Article

Political Prosecutions

Only recently have reporters started looking at the remaining federal prosecutors — and what it took for them to keep their jobs.

The media has given extensive coverage to the eight U.S. attorneys (USAs) purged by the Bush administration. But only recently have reporters started looking at the remaining prosecutors — and what it took for them to keep their jobs. Since last March, the Justice Department has named at least nine U.S. attorneys with strong partisan ties to the Bush administration. Most have “few, if any, ties to the communities they’ve been appointed to serve, and some have had little experience as prosecutors.” Career prosecutors have begun to protest the mismanagement and partisanship of these Bush appointees, who are causing turmoil across the country. Several of the USAs are also serving double-duty as Justice Department officials in Washington, blurring the line between politics and justice. Additionally, statistical evidence shows that many of the remaining U.S. prosecutors “decided to protect their jobs or further their careers by doing what the administration wanted them to do: harass Democrats while turning a blind eye to Republican malfeasance.”

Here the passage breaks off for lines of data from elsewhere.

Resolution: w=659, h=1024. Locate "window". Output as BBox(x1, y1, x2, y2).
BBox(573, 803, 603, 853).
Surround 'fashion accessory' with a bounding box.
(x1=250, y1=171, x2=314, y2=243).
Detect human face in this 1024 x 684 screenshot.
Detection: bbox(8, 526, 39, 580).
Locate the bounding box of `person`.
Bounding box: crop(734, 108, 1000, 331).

  • The appointment of unqualified conservative loyalists has lead to turmoil and rebellion in some U.S. attorneys’ offices across the country.
  • Last week, four top staffers to Rachel Paulose, the U.S. attorney in Minnesota, voluntarily demoted themselves in protest of Paulose’s “highly dictatorial style” of managing. One federal attorney said that in Paulose’s office, “[d]isagreement is treated as disloyalty.” The Bush administration tried to prevent the resignations by taking the unusual step of sending a “top justice official to Minneapolis Thursday to mediate the situation.” That same Justice official — John Kelly, the chief of staff and a deputy director in the U.S. attorney’s executive office in Washington — will now join Paulose in Minnesota as her first assistant. Paulose’s background indicates that the Justice Department handpicked her for her personal connections, rather than her professional qualifications. “She was a special assistant to Attorney General Alberto Gonzales, worked as a senior counsel for deputy attorney general Paul McNulty and is best buds with Monica Goodling — the assistant U.S. Attorney who recently took the Fifth rather than testify before Congress.” 

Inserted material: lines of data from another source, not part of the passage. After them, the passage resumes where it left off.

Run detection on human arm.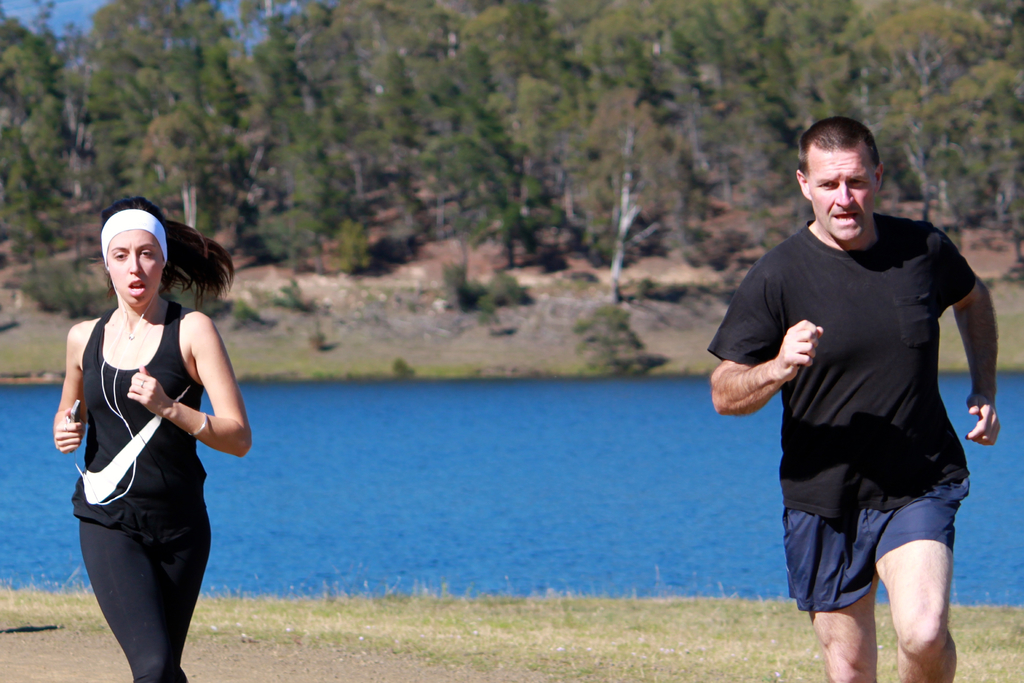
Result: region(708, 262, 820, 418).
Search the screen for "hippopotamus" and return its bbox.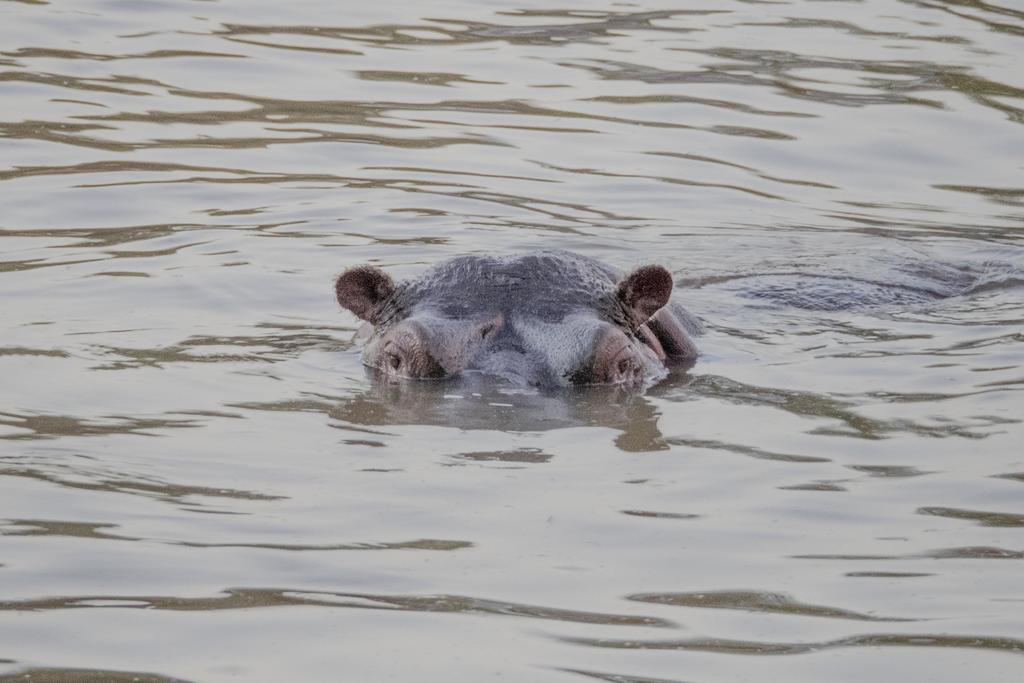
Found: 334, 244, 947, 389.
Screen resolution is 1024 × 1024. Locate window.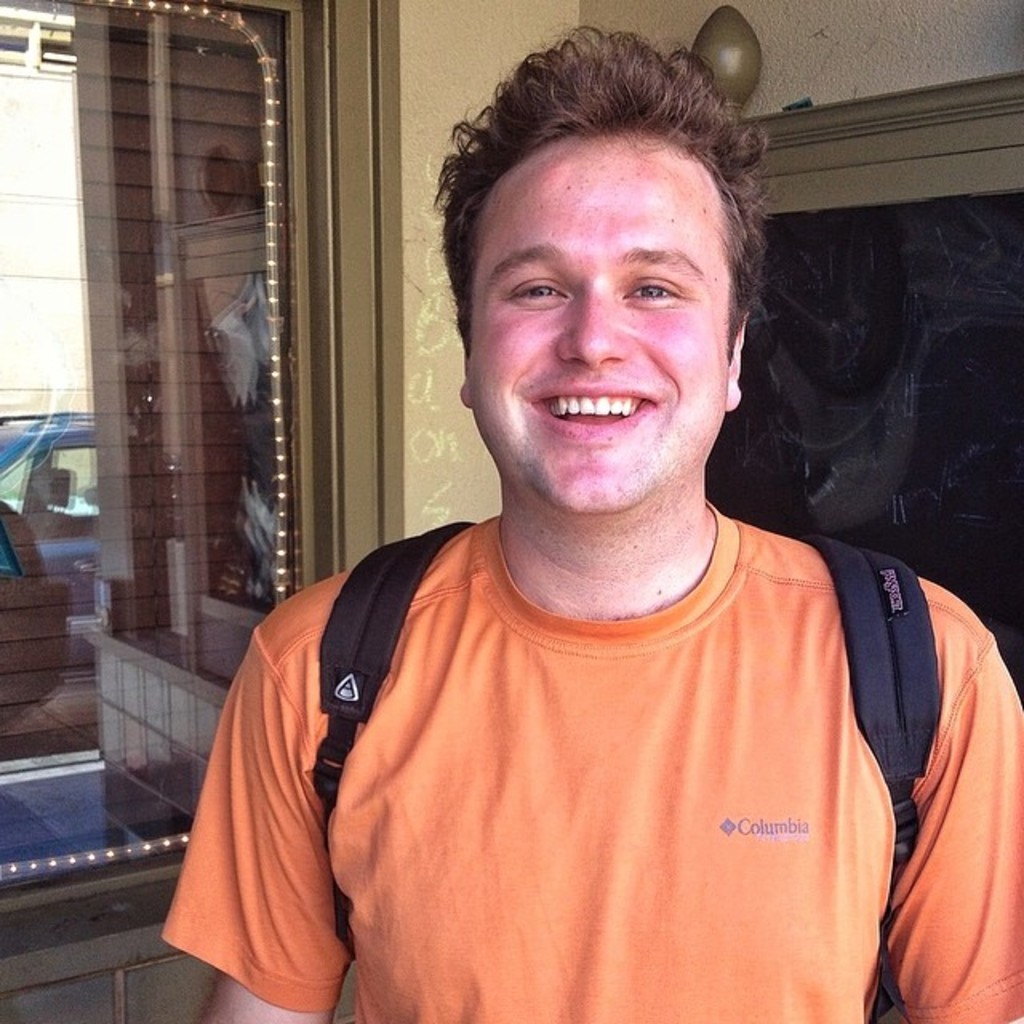
BBox(0, 0, 402, 1010).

  • The remaining USAs may have engaged in political prosecution to save their jobs.
  • The case of Wisconsin’s U.S. Attorney Steven Biskupic raises the possibility that he went after the Bush administration’s political opponents to avoid the Justice Department’s hit list. In 2005, the Wisconsin state Republican party prepared a report for Karl Rove that attacked Biskupic for not going after voter fraud aggressively enough. Biskupic’s decision to go after Georgia Thompson, a state employee sent to prison on the flimsiest of corruption charges, who was sentenced shortly before the 2006 election, was a boon to Gov. Jim Doyle’s Republican opponent in the 2006 election, who “ran a barrage of attack ads that purported to tie Ms. Thompson’s ‘corruption’ to Mr. Doyle.” Last week, the Seventh Circuit Court of Appeals ruled that Thompson “was wrongly convicted of making sure a state travel contract went to a firm linked to Gov. Jim Doyle’s re-election campaign and freed her from an Illinois prison.” The federal judges, acting with “unusual speed,” “assailed the government’s case” and said that Biskupic’s evidence was “beyond thin.” Two University of Minnesota professors “have compiled a database of investigations and/or indictments of candidates and elected officials by U.S. attorneys since the Bush administration came to power. Of the 375 cases they identified, 10 involved independents, 67 involved Republicans, and 298 involved Democrats.”

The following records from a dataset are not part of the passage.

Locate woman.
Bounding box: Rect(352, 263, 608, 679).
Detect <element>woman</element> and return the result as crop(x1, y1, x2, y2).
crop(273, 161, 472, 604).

  • Some USAs are serving double duty at the Justice Department, blurring the lines between politics and impartial justice.
  • Yesterday, the Justice Department announced that Kevin O’Connor, the U.S. attorney for Connecticut will become Gonzales’s new chief of staff. O’Connor will remain Connecticut’s U.S. attorney for four to six months, when “he and the attorney general will determine whether he continues to hold both positions.” The Washington Post reports that at least six other sitting U.S. attorneys “also serve as aides to Attorney General Alberto R. Gonzales or are assigned other Washington postings, performing tasks that take them away from regular duties in their districts for months or even years at a time.” Acting Associate Attorney General William W. Mercer “has been effectively absent from his job as U.S. attorney in Montana for nearly two years — prompting the chief federal judge in Billings to demand his removal and call Mercer’s office ‘a mess.'” Internal Justice Departments referred to ousted U.S. attorney David Iglesias as an “absentee landlord,” and officials have justified his firing by charging he spent too much time away from the office. Iglesias did leave the office for 45 days each year. But he did so because he’s a a captain in the Navy Reserve. “It’s a double standard and it’s hypocritical,” Iglesias said. “Not one judge from my district wrote a letter to main Justice saying I was gone too much….Most of my absences were military-related.”